There's no credential escalation: Linzumi only asks the runner to start Codex or the editor inside trusted folders. Those processes still run with your shell's operating-system privileges, so choose trusted folders intentionally. Every action is auditable from the thread.

When something looks wrong

  • linzumi: command not found — your global npm bin folder isn't on PATH. Run npm prefix -g; add the printed path's bin folder to your shell.
  • codex: command not found — install the Codex CLI, or pass --codex-bin <path> to linzumi start.
  • Browser sign-in opens but never returns to the CLI. Your browser can't reach the address the CLI is listening on. Pass --oauth-callback-host <ip-or-host-your-browser-can-reach>.
  • Browser editor never says it's ready. Rerun linzumi start and watch the console for the editor download step. The very first launch on a slow network can take a minute or two.
  • Collaboration looks off in Safari. Switch to Chromium for now.
  • Anything else. Post in your Linzumi support channel — we read it.

Pinning a version

npm install -g @linzumi/[email protected]
linzumi --version

Advanced

Most people never need anything in this section.

Lower-level connect

linzumi start is what you want almost every time.
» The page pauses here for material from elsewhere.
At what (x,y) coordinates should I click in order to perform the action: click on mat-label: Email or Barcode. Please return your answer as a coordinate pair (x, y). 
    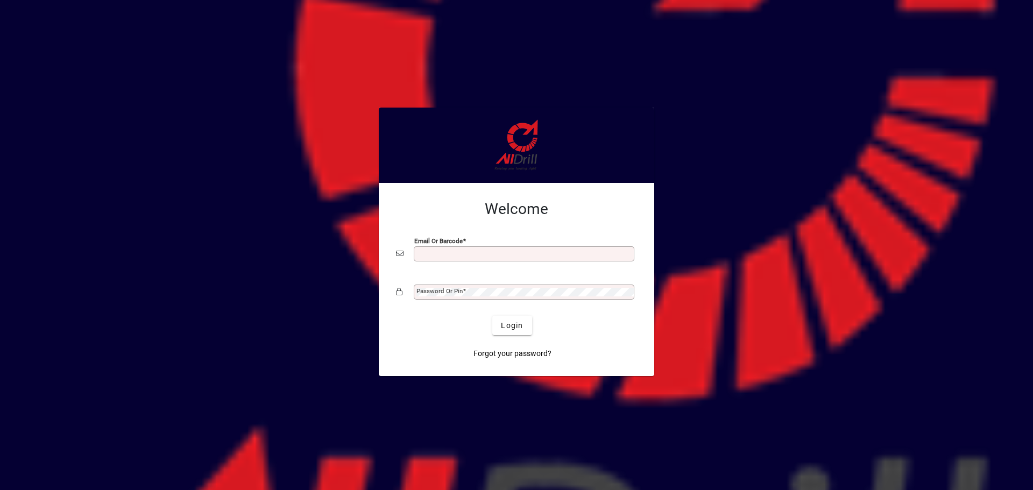
    Looking at the image, I should click on (439, 241).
The lower-level form is useful when you already know your workspace and channel:

linzumi connect \
  --workspace <your-workspace> \
  --channel <your-channel> \
  --cwd ~/code/my-app

All the flags

--agent-token-file <path>   Agent token cache for `linzumi commander`
--oauth-callback-host <ip>  Sign-in callback host your browser can reach
--codex-bin <path>          Codex executable, default `codex`
--model <name>              Model requested for Codex sessions and labelled in Linzumi
--reasoning-effort <value>  Reasoning effort requested for Codex sessions and labelled in Linzumi
--fast                      Advertise this runner as low-latency in the workspace
--forward-port <ports>      Comma-separated local TCP ports Linzumi may share as authenticated previews
--allowed-cwd <paths>       Override ~/.linzumi/config.json with comma-separated trusted roots
--log-file <path>           JSONL runner event log

--runner-id, --auth-file, --code-server-bin, --codex-url, --launch-tui, --listen-user, --sandbox, --approval-policy, --stream-flush-ms, and --token are also accepted; linzumi --help shows them all with brief descriptions. They exist for multi-runner orchestration, custom Codex deployments, and CI scenarios — not for everyday use.